Options can be passed on the command-line and/or using
the HOMEBREW_CASK_OPTS environment variable (which has
lowest priority). There is a single --appdir=PATH option
right now, but this commit enables future awesomeness!
Other minor changes:
* `brew cask help` now returns the same thing as `brew cask`
instead of saying there was “no such command as help”.
* The HEREDOC block now uses Homebrew's #undent instead of the
customed-rolled #gsub version. Cleaner and more flexible.
* `Cask.set_appdir` has been renamed to `Cask.appdir=`. This
is more Rubyish, and of little consequence (the only place
it was previously used was in the tests).
`md5`, `sha1`, `sha256` all take a hexdigest string, e.g:
sha1 'f645e9da45a621415a07a7492c45923b1a1fd4d4'
`no_checksum` takes no argument, and indicates there is no checksum
for this cask. This is *not recommended*, and should only be used for
casks that have no versioned downloads.
`brew cask install` will complain if there is no sum provided (unless
`no_checksum` has been invoked), or if the sums do not match. It will
provide the computed checksum so the cask can be easily amended.
Adapted from @passcod's work in 82cc199ae6bbb1e98950e71a0573ab48e6a641ee
should take care of #104
this was a subtle one - after i reorganized the requires, plist/parser
was getting double required, which broke plist parsing and hence dmg
installs
homebrew does internal caching in ARGV that prevents us from doing the
`ARGV.clear; ARGV << 'newarg'` trick twice.
rather than try to further reach in to homebrew's innards, i figure it's
better to just pass multiple arguments down to homebrew code at once,
since it already supports that
refs #47
this delegates to homebrew's uninstall to get its work done. vanilla
`brew uninstall` actually works, but this gives us a more consistent
interface.
as discussed in #47
should address #33
includes cleanup and tests
i'm not crazy about leaning on installing/uninstalling caffeine in the
tests. it makes for some unnecessarily heavy tests and downloads. but
i'd rather get tests in place first then fix the warts.
Jumpcut is a tgz file whose handling isn't currently supported.
This commit adds support for it.
The test for tar.gz and tar.bz are very similar and could probably
be refactored. Leaving that as an exercise for another time.
Should have more use cases before opening that up.
a cheap way to address #17.
i don't really like it, but after a bunch of research and
experimentation to figure out if we can skip `.Trashes` or remove it,
this was the best i could come up with.
I chose Caffeine since it's relatively small to download. Eventually I'd
like to switch this up so we bundle a dmg, zip, etc that the test suite
wires in to verify that we do the Right Thing (tm) with all those file
types. Probably will want to support `file://` URLs in Casks to help us
for that use case.
Most notably, Cask.all returns an array of strings,
not of Cask instances. This makes things easier, as
well as faster, as there's no need to run map(&:to_s)
everywhere anymore.
self.path is a utility method which returns the path
of the cask from its title. There's something subtle
going in there:
- If `cask_title` is fully qualified, e.g.
"phinze-cask/alfred", it's straightforward.
- If `cask_title` is only the name, e.g.
"firefox-aurora", the name is matched from
the full list (self.all) (which isn't sorted)
and the first result is returned.
Hence, self.path with only the name is not precise.
There might be the possibility to apply heuristics
to do a better match (prefer phinze-cask, or maybe
installed casks?) but that's for another issue :-)
self.nice_listing is another utility method used
in `search` and `list`. It returns a list where
unique casks don't have a prefix, and duplicates
do. The prefix is the tap name. The list is then
sorted. For an example or two, look at the first
comment on phinze/#12.
Instead of only listing `Taps/phinze-cask/Casks`, now list
every taps that has a `Casks` directory. Might conflict with
a few commands for the moment, works OK with `brew cask search`.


• **Your goal**
Below are the records. Gather each line that holds "more".

Dataset entries
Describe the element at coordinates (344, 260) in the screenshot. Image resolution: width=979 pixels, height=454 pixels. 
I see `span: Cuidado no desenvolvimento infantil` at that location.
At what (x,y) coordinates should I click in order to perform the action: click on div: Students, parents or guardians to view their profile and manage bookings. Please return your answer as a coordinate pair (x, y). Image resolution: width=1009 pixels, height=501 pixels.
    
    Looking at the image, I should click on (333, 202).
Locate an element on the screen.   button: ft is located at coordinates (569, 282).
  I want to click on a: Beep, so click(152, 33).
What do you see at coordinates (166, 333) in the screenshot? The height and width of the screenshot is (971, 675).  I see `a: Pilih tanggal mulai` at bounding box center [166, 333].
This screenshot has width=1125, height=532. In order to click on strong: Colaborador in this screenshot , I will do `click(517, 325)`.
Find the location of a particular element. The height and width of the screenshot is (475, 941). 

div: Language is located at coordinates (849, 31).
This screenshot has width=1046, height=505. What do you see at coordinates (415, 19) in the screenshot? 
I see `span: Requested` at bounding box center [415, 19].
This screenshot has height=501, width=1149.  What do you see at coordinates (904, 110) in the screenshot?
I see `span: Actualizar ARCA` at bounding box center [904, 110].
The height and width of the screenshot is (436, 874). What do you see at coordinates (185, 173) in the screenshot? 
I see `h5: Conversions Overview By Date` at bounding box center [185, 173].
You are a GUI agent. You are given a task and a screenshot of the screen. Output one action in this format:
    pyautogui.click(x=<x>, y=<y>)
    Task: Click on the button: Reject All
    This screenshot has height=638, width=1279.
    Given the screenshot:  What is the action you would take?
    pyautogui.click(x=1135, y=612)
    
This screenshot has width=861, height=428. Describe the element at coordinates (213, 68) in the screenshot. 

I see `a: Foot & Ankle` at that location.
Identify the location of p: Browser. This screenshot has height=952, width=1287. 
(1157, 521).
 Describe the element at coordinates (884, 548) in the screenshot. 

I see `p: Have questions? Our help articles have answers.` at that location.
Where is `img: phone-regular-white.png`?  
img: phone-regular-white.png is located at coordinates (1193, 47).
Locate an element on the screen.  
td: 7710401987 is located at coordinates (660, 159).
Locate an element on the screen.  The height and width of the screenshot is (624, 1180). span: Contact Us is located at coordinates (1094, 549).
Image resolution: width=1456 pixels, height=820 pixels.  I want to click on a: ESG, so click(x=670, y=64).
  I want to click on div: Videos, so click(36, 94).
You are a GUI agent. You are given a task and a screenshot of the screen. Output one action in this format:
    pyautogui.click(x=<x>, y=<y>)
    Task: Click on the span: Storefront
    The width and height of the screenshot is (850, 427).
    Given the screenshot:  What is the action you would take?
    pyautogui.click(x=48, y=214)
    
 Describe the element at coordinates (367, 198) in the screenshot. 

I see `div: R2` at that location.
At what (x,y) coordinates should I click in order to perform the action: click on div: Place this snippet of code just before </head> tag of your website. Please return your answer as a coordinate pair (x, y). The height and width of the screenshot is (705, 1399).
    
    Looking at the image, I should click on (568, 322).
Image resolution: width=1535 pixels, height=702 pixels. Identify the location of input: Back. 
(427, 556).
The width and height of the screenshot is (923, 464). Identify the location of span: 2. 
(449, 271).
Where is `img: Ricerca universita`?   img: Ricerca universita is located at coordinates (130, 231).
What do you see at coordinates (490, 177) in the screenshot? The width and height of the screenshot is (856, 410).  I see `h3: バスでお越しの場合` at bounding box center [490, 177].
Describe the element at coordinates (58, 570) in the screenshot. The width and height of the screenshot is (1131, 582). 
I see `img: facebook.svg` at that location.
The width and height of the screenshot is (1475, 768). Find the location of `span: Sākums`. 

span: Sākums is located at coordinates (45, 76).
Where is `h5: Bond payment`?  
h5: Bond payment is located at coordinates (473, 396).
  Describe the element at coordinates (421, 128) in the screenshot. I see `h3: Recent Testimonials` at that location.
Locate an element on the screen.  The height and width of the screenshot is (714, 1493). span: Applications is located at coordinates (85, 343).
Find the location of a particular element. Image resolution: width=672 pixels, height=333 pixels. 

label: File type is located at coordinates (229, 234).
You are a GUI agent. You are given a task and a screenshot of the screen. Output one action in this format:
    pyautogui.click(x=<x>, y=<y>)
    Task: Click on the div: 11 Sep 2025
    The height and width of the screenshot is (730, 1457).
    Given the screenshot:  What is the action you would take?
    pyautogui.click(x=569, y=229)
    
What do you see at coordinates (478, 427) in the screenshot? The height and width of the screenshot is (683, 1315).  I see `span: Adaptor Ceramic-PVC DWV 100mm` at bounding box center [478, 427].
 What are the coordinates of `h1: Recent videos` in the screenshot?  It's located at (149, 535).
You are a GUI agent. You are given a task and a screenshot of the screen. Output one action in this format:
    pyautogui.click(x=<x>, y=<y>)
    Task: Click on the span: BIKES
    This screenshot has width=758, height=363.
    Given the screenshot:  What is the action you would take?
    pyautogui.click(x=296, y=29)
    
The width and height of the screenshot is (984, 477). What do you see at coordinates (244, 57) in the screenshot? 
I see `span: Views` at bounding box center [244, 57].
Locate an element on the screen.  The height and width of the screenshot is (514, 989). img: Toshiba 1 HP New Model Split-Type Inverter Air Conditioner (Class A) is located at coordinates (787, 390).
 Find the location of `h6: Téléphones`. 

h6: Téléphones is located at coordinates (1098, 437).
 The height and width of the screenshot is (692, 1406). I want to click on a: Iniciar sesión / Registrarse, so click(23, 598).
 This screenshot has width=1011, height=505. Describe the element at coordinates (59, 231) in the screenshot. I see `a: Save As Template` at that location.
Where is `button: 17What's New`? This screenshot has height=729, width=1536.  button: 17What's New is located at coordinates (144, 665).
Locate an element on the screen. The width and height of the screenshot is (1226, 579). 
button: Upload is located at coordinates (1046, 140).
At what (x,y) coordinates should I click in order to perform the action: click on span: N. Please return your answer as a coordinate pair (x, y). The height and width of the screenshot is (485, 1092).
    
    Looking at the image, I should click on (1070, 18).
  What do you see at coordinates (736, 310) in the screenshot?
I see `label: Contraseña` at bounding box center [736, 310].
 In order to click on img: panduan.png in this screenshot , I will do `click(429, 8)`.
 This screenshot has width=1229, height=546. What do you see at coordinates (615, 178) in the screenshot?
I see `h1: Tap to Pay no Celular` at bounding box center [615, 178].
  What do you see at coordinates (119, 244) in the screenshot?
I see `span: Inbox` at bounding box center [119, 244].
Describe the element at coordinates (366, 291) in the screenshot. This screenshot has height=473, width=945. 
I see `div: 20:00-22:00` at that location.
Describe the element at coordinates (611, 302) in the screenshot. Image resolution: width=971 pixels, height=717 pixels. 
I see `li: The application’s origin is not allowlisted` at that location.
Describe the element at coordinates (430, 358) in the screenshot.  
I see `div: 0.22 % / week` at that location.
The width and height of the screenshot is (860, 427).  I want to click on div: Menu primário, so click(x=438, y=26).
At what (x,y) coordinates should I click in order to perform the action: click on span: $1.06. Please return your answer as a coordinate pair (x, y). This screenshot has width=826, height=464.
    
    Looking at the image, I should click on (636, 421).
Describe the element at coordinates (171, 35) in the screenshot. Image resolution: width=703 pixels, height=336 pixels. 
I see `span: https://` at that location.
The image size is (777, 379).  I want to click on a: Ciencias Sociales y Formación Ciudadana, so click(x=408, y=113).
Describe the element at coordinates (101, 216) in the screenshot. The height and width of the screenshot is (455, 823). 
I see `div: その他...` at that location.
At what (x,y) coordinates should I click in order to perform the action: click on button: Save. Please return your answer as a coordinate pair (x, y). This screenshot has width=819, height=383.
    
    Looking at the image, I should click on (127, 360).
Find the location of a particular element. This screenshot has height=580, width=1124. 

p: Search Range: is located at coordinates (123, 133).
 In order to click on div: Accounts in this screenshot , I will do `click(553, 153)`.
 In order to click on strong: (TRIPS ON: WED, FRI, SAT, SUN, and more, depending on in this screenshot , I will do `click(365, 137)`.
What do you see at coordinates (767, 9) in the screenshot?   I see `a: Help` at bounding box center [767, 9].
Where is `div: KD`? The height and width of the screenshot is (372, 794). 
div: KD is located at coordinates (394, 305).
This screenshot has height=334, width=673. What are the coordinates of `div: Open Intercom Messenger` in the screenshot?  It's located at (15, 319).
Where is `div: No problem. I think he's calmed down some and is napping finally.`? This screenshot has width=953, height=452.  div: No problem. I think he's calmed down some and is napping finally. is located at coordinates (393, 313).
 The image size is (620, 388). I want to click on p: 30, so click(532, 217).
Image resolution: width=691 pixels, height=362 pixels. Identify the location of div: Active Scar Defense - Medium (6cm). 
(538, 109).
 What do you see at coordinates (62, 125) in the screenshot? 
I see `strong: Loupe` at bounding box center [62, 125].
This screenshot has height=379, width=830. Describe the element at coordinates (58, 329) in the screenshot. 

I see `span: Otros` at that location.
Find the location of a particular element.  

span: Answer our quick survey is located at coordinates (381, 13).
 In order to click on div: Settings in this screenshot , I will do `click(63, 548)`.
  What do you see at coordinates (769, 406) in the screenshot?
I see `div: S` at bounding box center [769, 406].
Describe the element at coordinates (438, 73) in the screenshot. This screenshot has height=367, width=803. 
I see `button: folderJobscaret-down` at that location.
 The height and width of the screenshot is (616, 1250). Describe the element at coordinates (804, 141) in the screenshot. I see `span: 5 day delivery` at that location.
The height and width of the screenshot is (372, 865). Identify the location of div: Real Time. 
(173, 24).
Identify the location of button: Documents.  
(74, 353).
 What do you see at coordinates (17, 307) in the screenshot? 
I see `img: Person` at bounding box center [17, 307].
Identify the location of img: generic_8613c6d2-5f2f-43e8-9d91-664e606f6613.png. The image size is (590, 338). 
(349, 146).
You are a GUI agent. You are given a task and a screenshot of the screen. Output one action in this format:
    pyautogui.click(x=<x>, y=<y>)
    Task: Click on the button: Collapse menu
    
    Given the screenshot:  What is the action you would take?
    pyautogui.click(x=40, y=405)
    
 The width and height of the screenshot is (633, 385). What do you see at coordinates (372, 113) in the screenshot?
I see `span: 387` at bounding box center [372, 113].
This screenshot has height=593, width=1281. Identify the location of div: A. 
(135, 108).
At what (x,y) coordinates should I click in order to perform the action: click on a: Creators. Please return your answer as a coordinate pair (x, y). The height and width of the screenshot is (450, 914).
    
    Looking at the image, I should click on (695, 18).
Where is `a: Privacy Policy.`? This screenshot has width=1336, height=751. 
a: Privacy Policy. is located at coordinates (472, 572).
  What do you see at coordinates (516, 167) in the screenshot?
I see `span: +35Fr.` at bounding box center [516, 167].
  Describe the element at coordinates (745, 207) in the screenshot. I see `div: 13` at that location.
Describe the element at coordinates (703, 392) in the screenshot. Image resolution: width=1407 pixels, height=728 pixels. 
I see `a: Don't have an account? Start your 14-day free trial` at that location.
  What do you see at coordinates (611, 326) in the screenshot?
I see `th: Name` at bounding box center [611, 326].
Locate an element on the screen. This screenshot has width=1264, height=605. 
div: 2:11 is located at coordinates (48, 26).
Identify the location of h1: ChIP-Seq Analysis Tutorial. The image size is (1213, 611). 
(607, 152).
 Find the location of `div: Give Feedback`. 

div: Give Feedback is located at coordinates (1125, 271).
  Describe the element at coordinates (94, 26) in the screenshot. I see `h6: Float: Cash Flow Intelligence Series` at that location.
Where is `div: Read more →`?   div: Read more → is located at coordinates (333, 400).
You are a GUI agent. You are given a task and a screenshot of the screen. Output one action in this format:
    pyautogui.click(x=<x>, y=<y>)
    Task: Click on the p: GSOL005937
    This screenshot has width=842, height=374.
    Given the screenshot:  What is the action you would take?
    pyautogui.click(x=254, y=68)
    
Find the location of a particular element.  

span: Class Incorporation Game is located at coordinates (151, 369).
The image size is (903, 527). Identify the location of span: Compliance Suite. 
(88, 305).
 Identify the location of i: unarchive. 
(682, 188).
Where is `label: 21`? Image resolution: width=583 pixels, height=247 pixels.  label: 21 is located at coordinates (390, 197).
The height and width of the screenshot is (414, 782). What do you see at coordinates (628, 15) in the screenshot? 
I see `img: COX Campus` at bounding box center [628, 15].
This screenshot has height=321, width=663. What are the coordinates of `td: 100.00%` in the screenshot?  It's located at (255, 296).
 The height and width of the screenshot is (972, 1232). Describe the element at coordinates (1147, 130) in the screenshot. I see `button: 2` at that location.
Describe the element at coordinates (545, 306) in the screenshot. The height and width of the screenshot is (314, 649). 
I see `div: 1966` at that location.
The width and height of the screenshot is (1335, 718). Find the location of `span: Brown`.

• **Worked solution**
 In order to click on strong: (TRIPS ON: WED, FRI, SAT, SUN, and more, depending on in this screenshot , I will do `click(365, 137)`.
Where is `div: Read more →`?   div: Read more → is located at coordinates (333, 400).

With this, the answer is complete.